WATCH: Postbank’s hopes for the unbanked

As part of his vision of Sapo as the link between government and its citizens, Barnes wants it to be the distributor of a host of government services. It currently issues licences (hunting, fishing, TV, vehicle) and processes bills for municipalities and other state-owned enterprises, as well as traffic fines. Last year 3m vehicle licences were renewed at post offices in the five provinces where this service is available. "It’s services of this nature that the company will now seek to expand," says Barnes, explaining that returning to financial stability is predicated on a return to pre-2014-strike postal volumes and significant growth in revenues from government business.

And while the Internet killed off a large chunk of the traditional postal business, it has more than made up for it through the delivery needs of online retailing. There aren’t figures for SA, but in the UK 13.8bn addressed letters were sent in 2014 (3bn were spam); by 2023 this is expected to be down to 8.3bn. Compare that with the estimated 250bn e-mails sent each day. But the Internet also means more parcel deliveries as online retailing increases.

E-commerce presents the biggest growth opportunity for postal services across the globe. Barnes is in discussion with the Universal Postal Union — the UN governing body for post offices worldwide — for Sapo to be the e-commerce hub for Africa.
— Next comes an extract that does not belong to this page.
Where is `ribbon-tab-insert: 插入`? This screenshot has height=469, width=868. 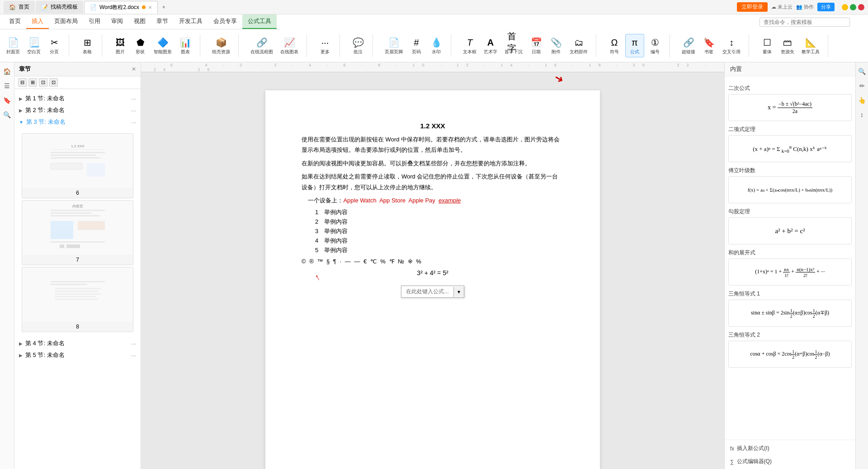
ribbon-tab-insert: 插入 is located at coordinates (38, 22).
The most profitable postal service in the world, Deutsche Post DHL, has just reported a near-30% hike in profits from its e-commerce business and is on track to become the global market leader. Much of the

e-commerce opportunities in SA have been snatched up by competitors. Barnes and his colleagues are going to have to work exceptionally hard to get any of it back.

Right now he is working on establishing partnerships with big players like Amazon and Alibaba. Servicing e-shoppers requires speed, reliability and trust — all in short supply at Sapo. As is the sort of infrastructure online retailers need to track parcels. One of the biggest local players, Takealot, bought 100% of Mr Delivery Parcels after deciding Sapo was unable to meet its standards.

Kudos to Barnes’s ditching of labour broking

During the 2014 strike, Amazon stopped using Sapo for its deliveries. It has since resumed but there is no formal relationship. Securing relationships with either Amazon or Alibaba is a clunky, time-consuming process that will require investment in new technology and government approval for that investment where there aren’t partners.

For Barnes, having to secure government backing for every move he makes may prove to be a tougher challenge than anything competitors can throw at him. No doubt, after delivering several presentations to parliamentary committees and spending many weekends in Pretoria trying to get, or keep, government support from some or other initiative, Barnes realises politics, not business, will take up most of his energy.

Few people, anywhere in the world, have successfully made the move from the private sector to the public sector. The experience of former SABMiller chairman Meyer Kahn will have chilled many who considered it. In 1999 Kahn announced, after two years during which he achieved little, that he was not renewing his contract as CEO of the SA Police Services.

"If you don’t get a lot of goodwill and sustained political support to make the tough decisions, then it’s impossible to survive, let alone succeed," said one political analyst, who described Barnes’s appointment as a step in the right direction. "But at any stage they can throw him under a bus."

Would you like to comment on this article?